The comments following the publication of the Department of Agriculture, Food and the Marine (DAFM) Beef Carcase Classification and Price Reporting Annual Report for 2025.
The report contains data on the Irish beef industry and shows different trends that have been materialising over the past decade.
Responding to the report, the ICMSA has claimed that the "failure" to supervise grading and data collection in some beef factories is "likely costing farmers millions".
Chair of the ICMSA Livestock Committee Michael O'Connell said that the report shows several DAFM-approved beef factories are exempt from mechanical classification and price reporting which he said is "so alarming".
"Over the past few weeks and months, the subjects of traceability and transparency have been the first subject farmers talk about wherever they meet and the core principle that farmers feel has been violated is the one that says that you must have the same rule for everybody," he said.

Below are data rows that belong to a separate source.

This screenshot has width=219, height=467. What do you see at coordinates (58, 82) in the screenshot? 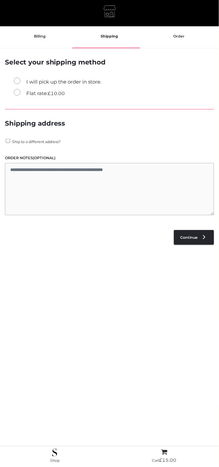
I see `label: I will pick up the order in store.` at bounding box center [58, 82]. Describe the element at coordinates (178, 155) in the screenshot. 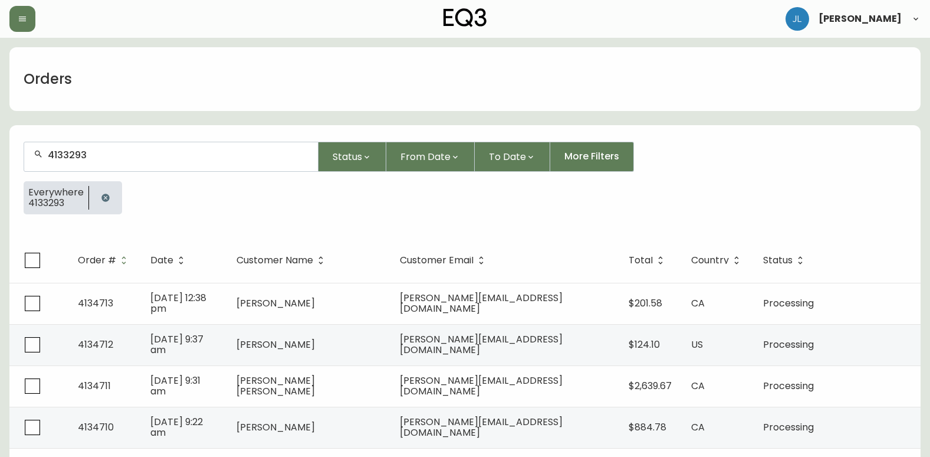

I see `input: Search` at that location.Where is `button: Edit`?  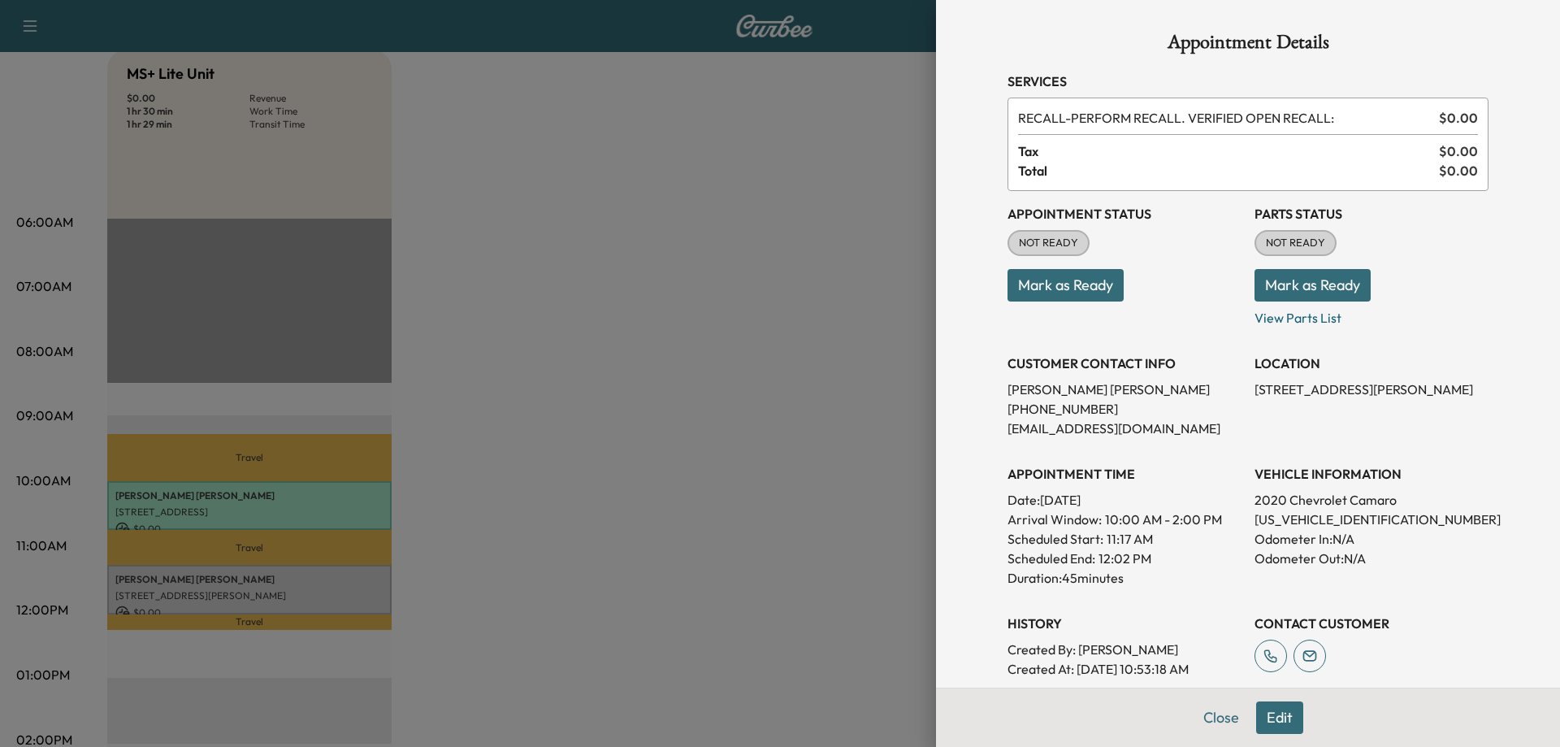
button: Edit is located at coordinates (1280, 717).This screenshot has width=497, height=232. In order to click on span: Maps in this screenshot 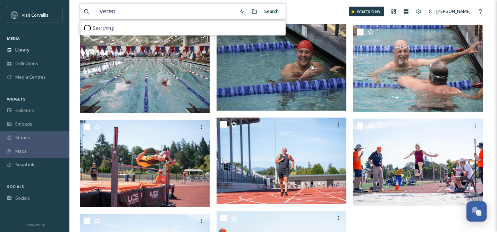, I will do `click(21, 151)`.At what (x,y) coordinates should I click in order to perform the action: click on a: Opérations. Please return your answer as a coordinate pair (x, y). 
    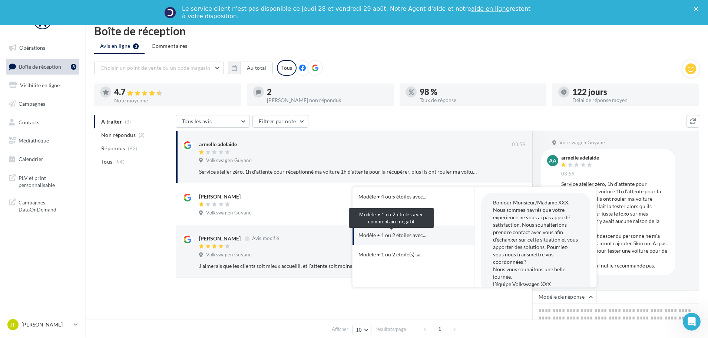
    Looking at the image, I should click on (43, 48).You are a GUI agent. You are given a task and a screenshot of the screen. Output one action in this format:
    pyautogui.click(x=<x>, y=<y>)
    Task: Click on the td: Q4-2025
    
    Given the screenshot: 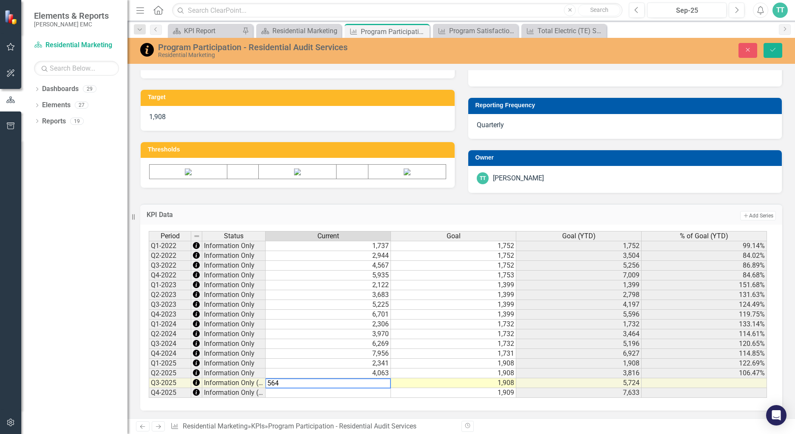 What is the action you would take?
    pyautogui.click(x=170, y=392)
     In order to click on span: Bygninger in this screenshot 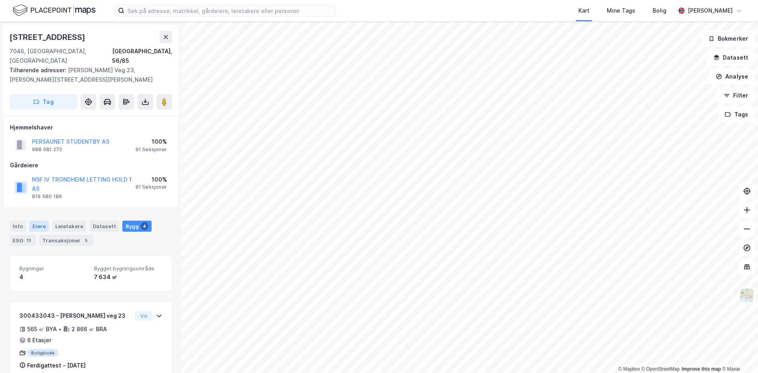, I will do `click(53, 268)`.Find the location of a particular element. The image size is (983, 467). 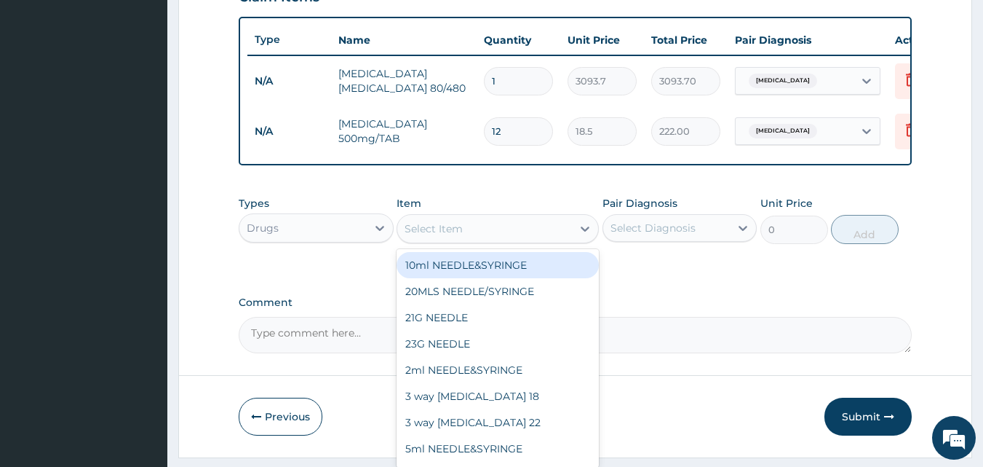

div: Select Item is located at coordinates (434, 229).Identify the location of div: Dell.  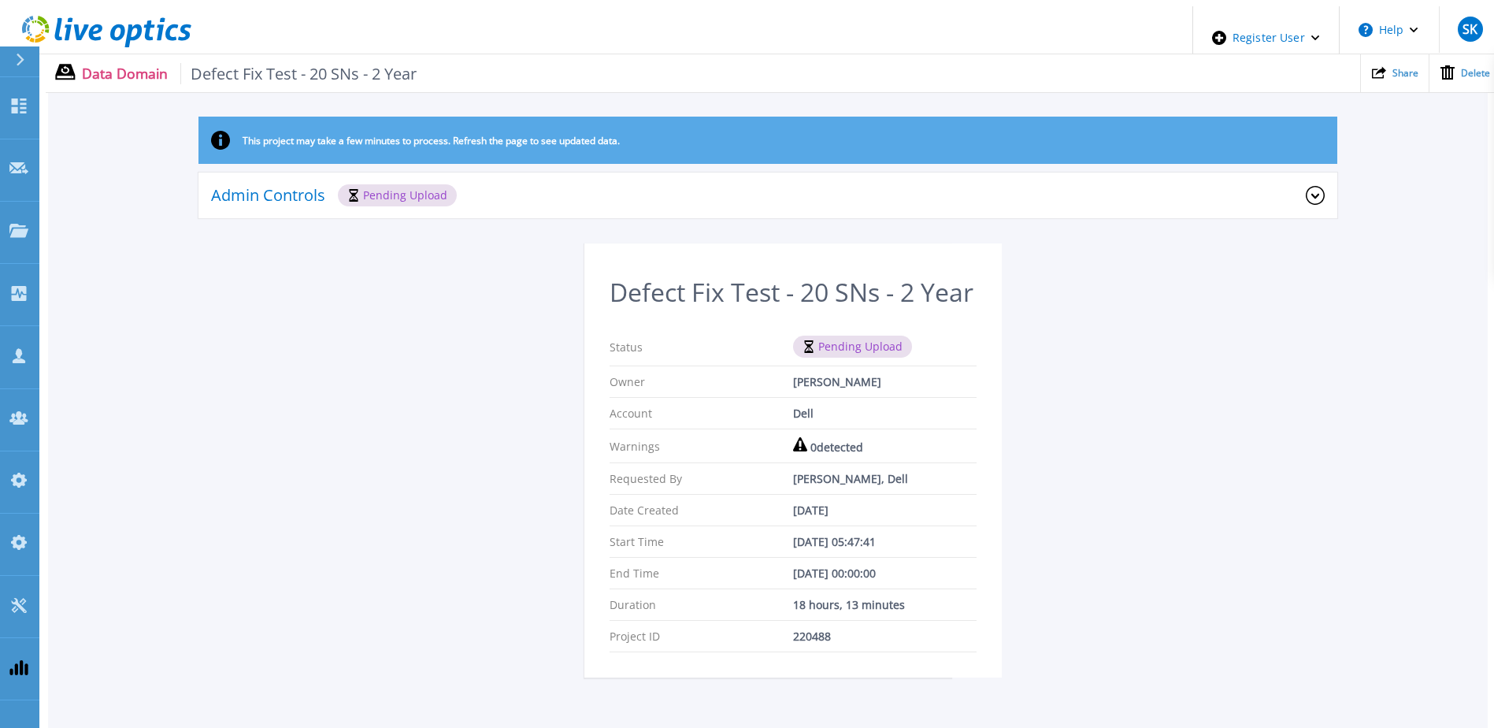
(884, 413).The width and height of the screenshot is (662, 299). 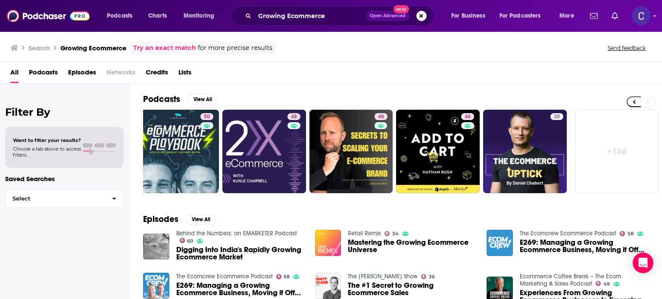 What do you see at coordinates (47, 140) in the screenshot?
I see `span: Want to filter your results?` at bounding box center [47, 140].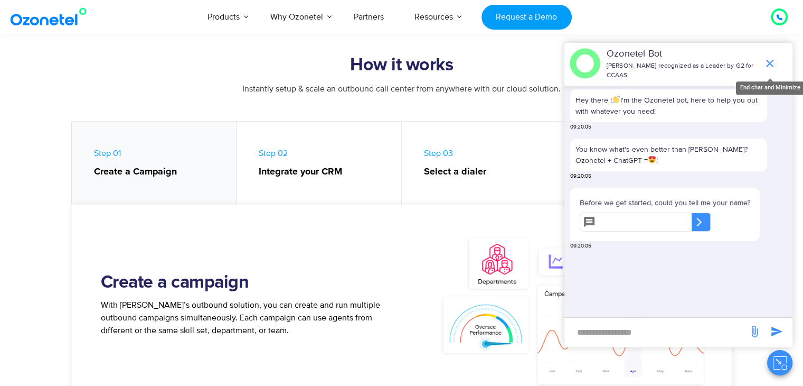 The image size is (803, 386). Describe the element at coordinates (527, 17) in the screenshot. I see `a: Request a Demo` at that location.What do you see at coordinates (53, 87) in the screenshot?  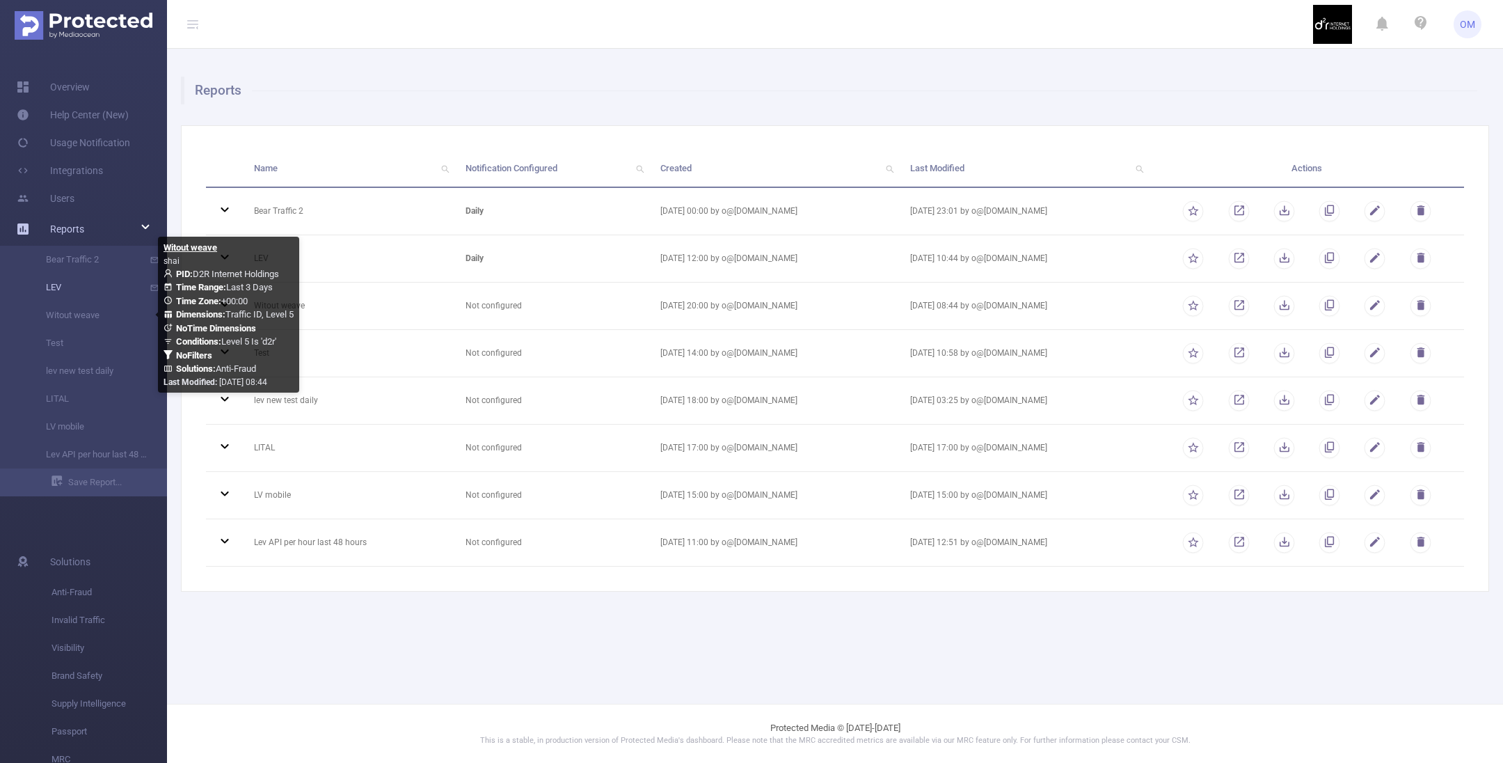 I see `a: Overview` at bounding box center [53, 87]. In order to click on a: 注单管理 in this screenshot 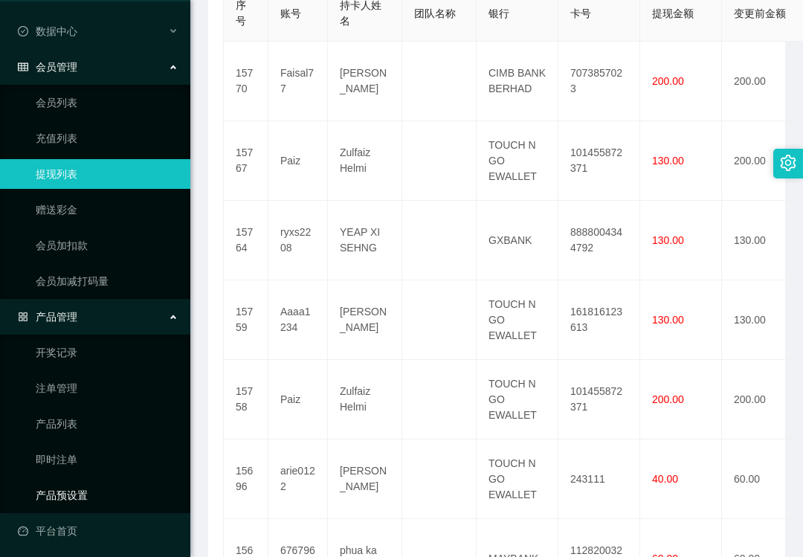, I will do `click(107, 388)`.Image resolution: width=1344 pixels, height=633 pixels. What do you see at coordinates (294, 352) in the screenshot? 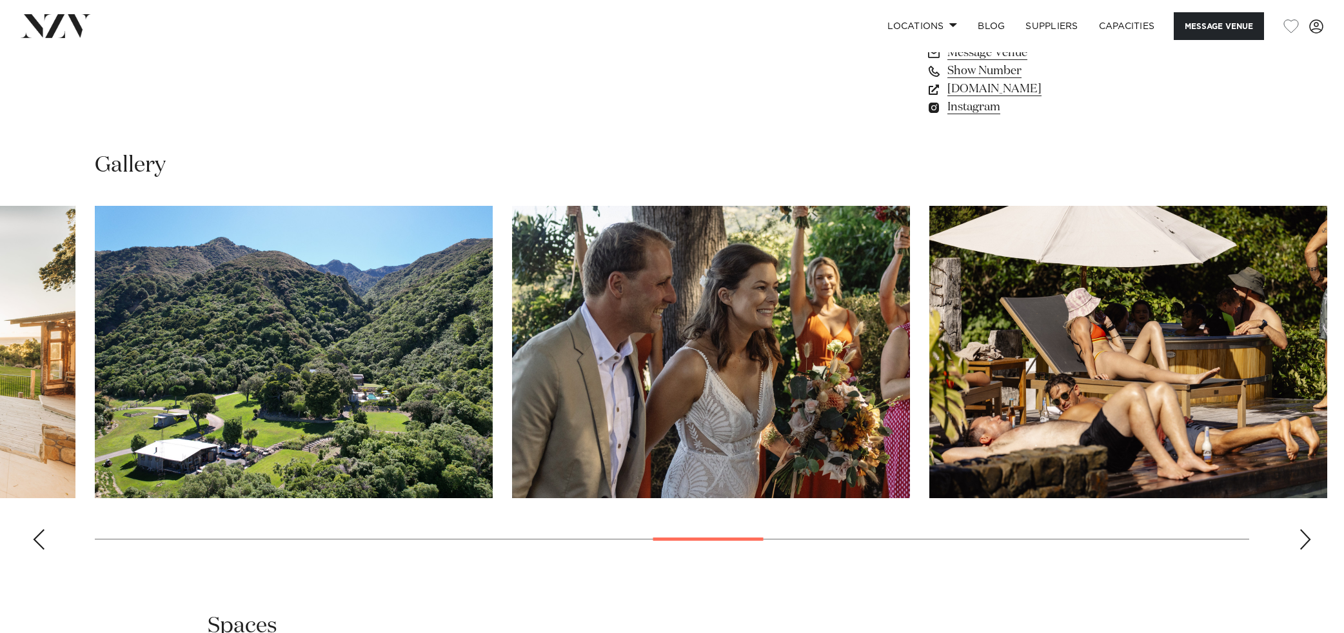
I see `swiper-slide: 15 / 29` at bounding box center [294, 352]. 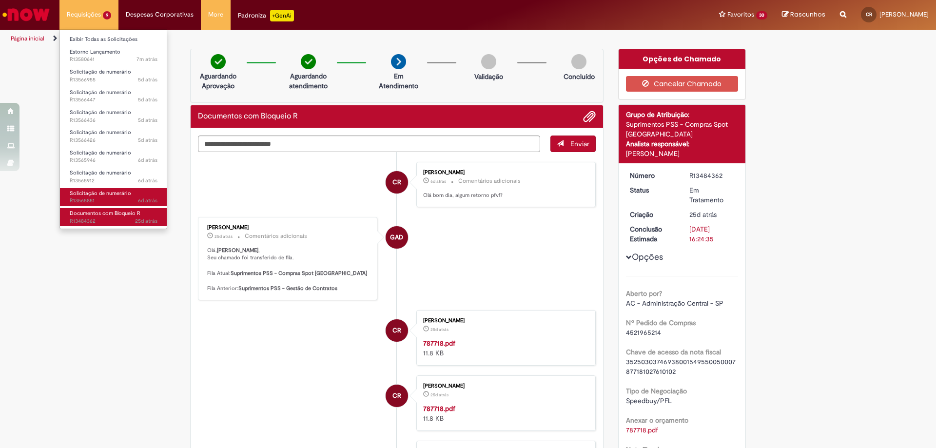 I want to click on dt: Criação, so click(x=652, y=214).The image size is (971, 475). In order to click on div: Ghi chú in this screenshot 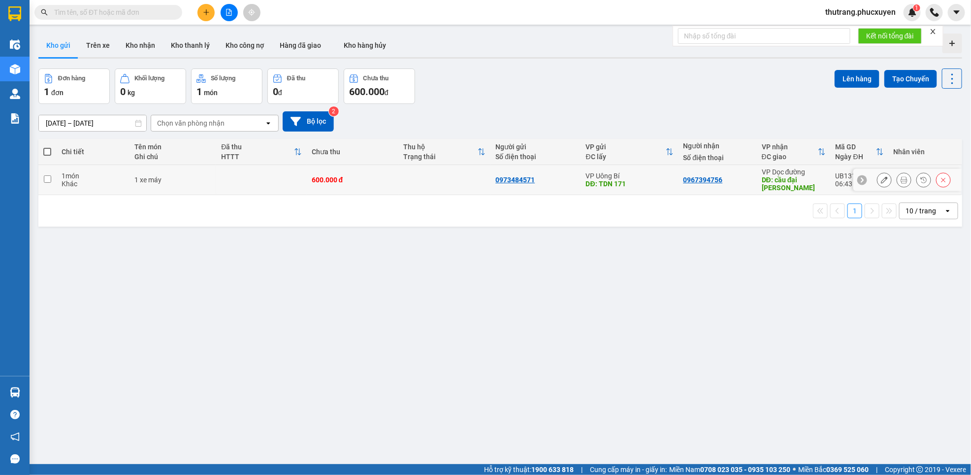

"There must be full transparency from all meat processing plants on how they report pricing and carcase classification," he added.
O'Connell claimed that six beef factories out of a total of 35 DAFM-approved factories are not reporting prices to the department on a weekly basis.
“These factories are deemed to be slaughtering less than 20,000 cattle per annum accounting for a small percentage of the national kill, approximately 5.1%. But based on 2025 total throughput, we are still talking about 81,000 cattle.
"So this is not ‘just a few head’ and we have members who are part of processor sustainability programmes whose base price is based on reported prices paid or average quote prices published on farming media - if those 81,000 cattle prices per annum are not even accounted for, how does that affect farmer base price?
"These factories are, in general, independent processors who – again, generally - pay slightly more on a weekly basis than the ‘big players’ to source cattle because they don’t have factory owned feedlots or contracted feedlots.
"If these higher-paying factories are included, you should be seeing a positive shift in terms of base prices based on farming publications.
"Again, it is the Department who provides this information to the media and ICMSA thinks it must be a fully transparent system that’s based on the prices paid by all beef processing plants," he said.
The ICMSA Livestock chair said the report has also highlighted the number of inspections carried out and the number of carcasses checked in beef factories.
"During 2024, a total of 702 factories had carcass classification and grading checks versus 670 factory inspections in 2025. That’s not acceptable; it’s a reduction of just under 7,000 carcasses from what was already a very low number," he said.
O’Connell believes this report "shows no basis for farmer confidence in a system".
"A total of 55,569 carcasses inspected out of a total throughput of 1,592,861 is only 3.4% of the total. What about the other 96-odd%?" he asked.
The ICMSA Livestock chair said that "there needs to be full-time department of agriculture staff in each processing plant regardless how big or small".